JAMA Study: Heart Failure Hospitalization Rates Fall
The rate of hospital admissions for elderly patients in the U.S. fell by nearly 30 percent in the past decade, based on an analysis of Medicare data. This finding, being published today, is viewed as progress against cardiovascular disease and the costs associated with this illness.
The Wall Street Journal: Heart Failure Puts Fewer In Hospital
Hospital admissions for elderly U.S. patients with heart failure fell by nearly 30 percent over a decade, an analysis of federal Medicare data shows, a surprising finding that offers fresh evidence of progress in the battle against cardiovascular disease. The report, being published Wednesday in the Journal of the American Medical Association, is the first to document a decline in admissions in the U.S. for the condition, an enormously costly problem and the most common reason for hospitalization among Medicare beneficiaries (Winslow and Wang, 10/19).
The Associated Press/Washington Post: Study Finds Hopeful Sign: Hospitals Stays For Heart Failure Fall 30 Percent During Decade
Hospital stays for heart failure fell a remarkable 30 percent in Medicare patients over a decade, the first such decline in the United States and forceful evidence that the nation is making headway in reducing the billion-dollar burden of a common condition. But the study of 55 million patients, the largest ever on heart failure trends, found only a slight decline in deaths within a year of leaving the hospital, and progress lagged for black men (10/18).
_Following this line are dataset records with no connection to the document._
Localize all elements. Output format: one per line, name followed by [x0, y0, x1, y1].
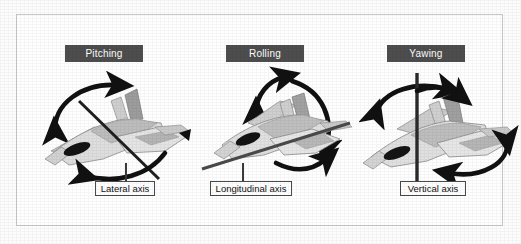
aircraft-illustration-yawing [361, 67, 521, 187]
aircraft-body-yaw [363, 93, 513, 169]
axis-label-lateral: Lateral axis [95, 181, 155, 196]
aircraft-body-roll [214, 93, 352, 159]
roll-arc-lower [276, 159, 326, 169]
axis-label-longitudinal: Longitudinal axis [210, 181, 292, 196]
panel-title-rolling: Rolling [226, 45, 304, 62]
leader-line-lateral [125, 163, 127, 183]
figure-frame: Pitching [16, 14, 503, 226]
panel-title-pitching: Pitching [65, 45, 143, 62]
aircraft-illustration-pitching [39, 67, 199, 187]
pitch-diagram-svg [39, 67, 199, 187]
panel-pitching: Pitching [39, 15, 199, 227]
panel-title-yawing: Yawing [387, 45, 465, 62]
roll-diagram-svg [200, 67, 360, 187]
leader-line-longitudinal [242, 163, 244, 183]
axis-label-vertical: Vertical axis [400, 181, 466, 196]
figure-canvas: Pitching [0, 0, 521, 244]
aircraft-illustration-rolling [200, 67, 360, 187]
yaw-diagram-svg [361, 67, 521, 187]
panel-rolling: Rolling [200, 15, 360, 227]
panel-yawing: Yawing [361, 15, 521, 227]
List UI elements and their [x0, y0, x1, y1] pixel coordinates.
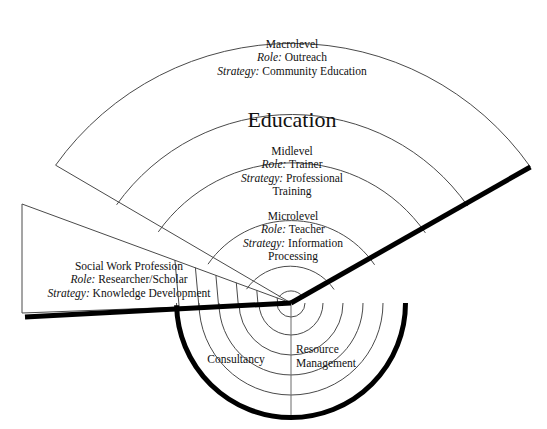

Modern Healthcare: Heart Failure Hospitalization Rates Fall, JAMA Study Says
Hospitalization rates for patients with heart failure fell significantly from 1998 to 2008, saving billions in health care costs, according to a study in the Journal of the American Medical Association. Using fee-for-service data on more than 55 million Medicare beneficiaries, researchers found a 29.5 percent drop in the risk-adjusted heart failure hospitalization rate over the 10-year period. That steep decline could be due to a number of factors, including improved control of hypertension, a cause of heart failure; decreases in the rates of ischemic heart disease; and growing use of outpatient management of heart failure, according to the study (McKinney, 10/18).